Gülen attracted large numbers of people to his message and inspired thousands of individuals to dedicate their lives accordingly. He drew crowds to him, which disconcerted the established powers, who felt threatened with the possibility of seeing their privileged status quo upended through the workings of this non-violent prophet of sorts, who exhorted everyone to democratic participation in their society.

The Gülen trial is reflective of the struggle within Turkey between the established secularist military and economic order and a more open, popular movement that, in part, seeks religious liberty; it is a struggle between an ancien régime for which freedom from religion means officially suppressing religious practice in public life and a movement that seeks to freely exercise religious beliefs in a secular state.

The Gülen prosecution is an anomaly of sorts because, although being political, it intersects with religion in a different sense. The Turkish establishment ratcheted up the prosecution, accusing Fethullah Gülen of undermining and subverting Turkey’s singular secularity, which Mustafa Kemal Atatürk, the Republic’s liberator, founder, and first president, established and wrote into constitutional stone and which the Turkish penal code criminalizes.

The prosecution of Fethullah Gülen is also ironic because he is categorical in his professed belief that Turkey remain a secular state and because he is a de facto leading proponent of a moderate way of Islam that is unique to Turkey. In American terms, this would be comparable to mainline Christian traditions in the United States in which people live out their religious beliefs, but hold to a secular society in which church and state are separate. There are two sides to the First Amendment coin: no establishment of religion and the right to freely exercise one’s religious beliefs. Turkey is wrestling with that model, as have Americans for the last hundred years. (1) The shifting fortune of the Gülen prosecution plays out on this stage.

This all unfolds against the backdrop of Turkey seeking entry in the European Union. As part of Turkey’s eventual admission, the EU has required major constitutional reforms, many of which coincided with Gülen’s trial, and reflect enhanced protection of free speech and religious expression. Gülen in the end benefited from this; and his eventual success against prosecution, in turn, helped advance these principles of civil liberty in Turkey’s struggle to become a more democratic society and one which is more respectful of human rights.

The Gülen prosecution is about more than simply freedom of religious expression. It is about an ongoing struggle to shift economic structures, the rise of a new Anatolian bourgeoisie versus the established Istanbul/Ankara bourgeoisie (or, to use a common colloquial expression, the “Black Turks” versus the “White Turks”); it is about a grassroots movement to shift political power, attempting the wrest self-governance from an entrenched, non-transparent regime.
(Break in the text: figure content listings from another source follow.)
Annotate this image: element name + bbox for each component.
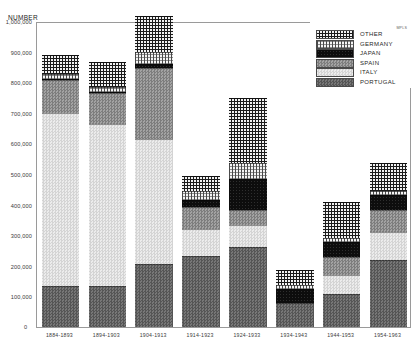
legend-label-germany: GERMANY — [360, 40, 393, 49]
bar-segment-1894-1903-italy — [89, 124, 127, 286]
legend-label-other: OTHER — [360, 30, 383, 39]
x-axis-label-1954-1963: 1954-1963 — [364, 332, 411, 338]
bar-segment-1954-1963-italy — [370, 232, 408, 260]
bar-segment-1944-1953-portugal — [323, 294, 361, 327]
bar-segment-1934-1943-germany — [276, 285, 314, 289]
bar-segment-1954-1963-japan — [370, 195, 408, 209]
bar-segment-1894-1903-portugal — [89, 286, 127, 327]
bar-segment-1894-1903-other — [89, 62, 127, 86]
legend-swatch-japan — [316, 49, 354, 58]
bar-segment-1914-1923-germany — [182, 191, 220, 199]
bar-segment-1884-1893-portugal — [42, 286, 80, 327]
legend-item-italy: ITALY — [316, 68, 410, 77]
legend-label-italy: ITALY — [360, 68, 378, 77]
y-axis-zero-label: 0 — [24, 324, 27, 330]
bar-1924-1933 — [229, 21, 267, 327]
bar-segment-1894-1903-spain — [89, 93, 127, 124]
bar-segment-1944-1953-spain — [323, 257, 361, 275]
x-axis-label-1944-1953: 1944-1953 — [317, 332, 364, 338]
bar-segment-1884-1893-japan — [42, 79, 80, 80]
bar-segment-1924-1933-other — [229, 98, 267, 163]
y-axis-tick-1000000: 1,000,000 — [0, 19, 32, 25]
bar-1884-1893 — [42, 21, 80, 327]
bar-segment-1954-1963-other — [370, 163, 408, 191]
legend-item-portugal: PORTUGAL — [316, 78, 410, 87]
legend-label-portugal: PORTUGAL — [360, 78, 396, 87]
bar-segment-1904-1913-other — [135, 16, 173, 53]
bar-segment-1904-1913-spain — [135, 68, 173, 139]
bar-segment-1914-1923-portugal — [182, 256, 220, 327]
bar-segment-1934-1943-portugal — [276, 303, 314, 327]
bar-segment-1904-1913-portugal — [135, 264, 173, 327]
bar-1894-1903 — [89, 21, 127, 327]
bar-1914-1923 — [182, 21, 220, 327]
legend-swatch-other — [316, 30, 354, 39]
bar-segment-1944-1953-other — [323, 202, 361, 238]
y-axis-tick-200000: 200,000 — [0, 264, 32, 270]
bar-segment-1954-1963-spain — [370, 210, 408, 232]
y-axis-tick-400000: 400,000 — [0, 203, 32, 209]
bar-segment-1904-1913-germany — [135, 52, 173, 64]
bar-segment-1904-1913-italy — [135, 139, 173, 264]
legend-swatch-spain — [316, 59, 354, 68]
bar-segment-1934-1943-other — [276, 270, 314, 285]
y-axis-tick-900000: 900,000 — [0, 50, 32, 56]
y-axis-tick-labels: 1,000,000900,000800,000700,000600,000500… — [0, 0, 34, 346]
bar-segment-1894-1903-germany — [89, 87, 127, 92]
y-axis-tick-100000: 100,000 — [0, 294, 32, 300]
bar-segment-1884-1893-germany — [42, 74, 80, 79]
legend: MPLS OTHERGERMANYJAPANSPAINITALYPORTUGAL — [310, 22, 411, 88]
bar-segment-1924-1933-japan — [229, 179, 267, 210]
bar-1934-1943 — [276, 21, 314, 327]
y-axis-tick-700000: 700,000 — [0, 111, 32, 117]
legend-item-spain: SPAIN — [316, 59, 410, 68]
x-axis-label-1884-1893: 1884-1893 — [36, 332, 83, 338]
legend-swatch-italy — [316, 68, 354, 77]
bar-segment-1924-1933-italy — [229, 225, 267, 247]
bar-segment-1904-1913-japan — [135, 64, 173, 67]
legend-item-japan: JAPAN — [316, 49, 410, 58]
bar-segment-1954-1963-germany — [370, 191, 408, 195]
bar-segment-1914-1923-other — [182, 176, 220, 191]
legend-label-japan: JAPAN — [360, 49, 381, 58]
x-axis-label-1914-1923: 1914-1923 — [177, 332, 224, 338]
y-axis-tick-600000: 600,000 — [0, 141, 32, 147]
bar-segment-1894-1903-japan — [89, 92, 127, 93]
bar-segment-1924-1933-germany — [229, 163, 267, 179]
bar-1904-1913 — [135, 21, 173, 327]
bar-segment-1944-1953-japan — [323, 242, 361, 256]
bar-segment-1924-1933-spain — [229, 210, 267, 225]
legend-swatch-portugal — [316, 78, 354, 87]
bar-segment-1914-1923-italy — [182, 229, 220, 256]
x-axis-label-1924-1933: 1924-1933 — [224, 332, 271, 338]
y-axis-tick-800000: 800,000 — [0, 80, 32, 86]
bar-segment-1884-1893-other — [42, 55, 80, 74]
bar-segment-1924-1933-portugal — [229, 247, 267, 327]
x-axis-label-1904-1913: 1904-1913 — [130, 332, 177, 338]
y-axis-tick-300000: 300,000 — [0, 233, 32, 239]
bar-segment-1934-1943-japan — [276, 289, 314, 303]
legend-item-germany: GERMANY — [316, 40, 410, 49]
bar-segment-1914-1923-japan — [182, 200, 220, 207]
legend-item-other: OTHER — [316, 30, 410, 39]
legend-swatch-germany — [316, 40, 354, 49]
x-axis-label-1934-1943: 1934-1943 — [270, 332, 317, 338]
bar-segment-1884-1893-spain — [42, 80, 80, 113]
bar-segment-1944-1953-italy — [323, 275, 361, 294]
x-axis-label-1894-1903: 1894-1903 — [83, 332, 130, 338]
bar-segment-1914-1923-spain — [182, 207, 220, 229]
y-axis-tick-500000: 500,000 — [0, 172, 32, 178]
legend-label-spain: SPAIN — [360, 59, 379, 68]
bar-segment-1954-1963-portugal — [370, 260, 408, 327]
bar-segment-1944-1953-germany — [323, 238, 361, 242]
bar-segment-1884-1893-italy — [42, 113, 80, 287]
chart-canvas: NUMBER 1,000,000900,000800,000700,000600… — [0, 0, 419, 346]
The Gülen prosecution is a chapter in the still incomplete book about Turkey’s tentative and tenuous movement toward greater democracy.

Note

1. To differentiate between these concepts, the book uses “secular” to express the traditional American view of separation of “church and state,” which accepts religious freedom, and “secularist” to express the model in Turkey of the state opposing various forms of religious expression (the widely- publicized head scarf ban, for example) [freedom of religion vs. freedom from religion]. People in Turkey often refer to the latter concept as “laicist” or “laicism” because of its connection with the anticlerical, intensely secular lalcité movement in France in the early twentieth century, which influenced Turkey’s founders. Many of them had studied in French universities. However, because “laicism” has various layers of meaning in the West, using “secular” and “secularist” seems a wiser course for defining the difference. Oftentimes, the stricter constructionist or more doctrinaire secularists are referred to as “Kemalists.”

Summarized from Wrestling with Free Speech, Religious Freedom, and Democracy in Turkey by James Harrington, 2011, University Press of America. Pages 1-3.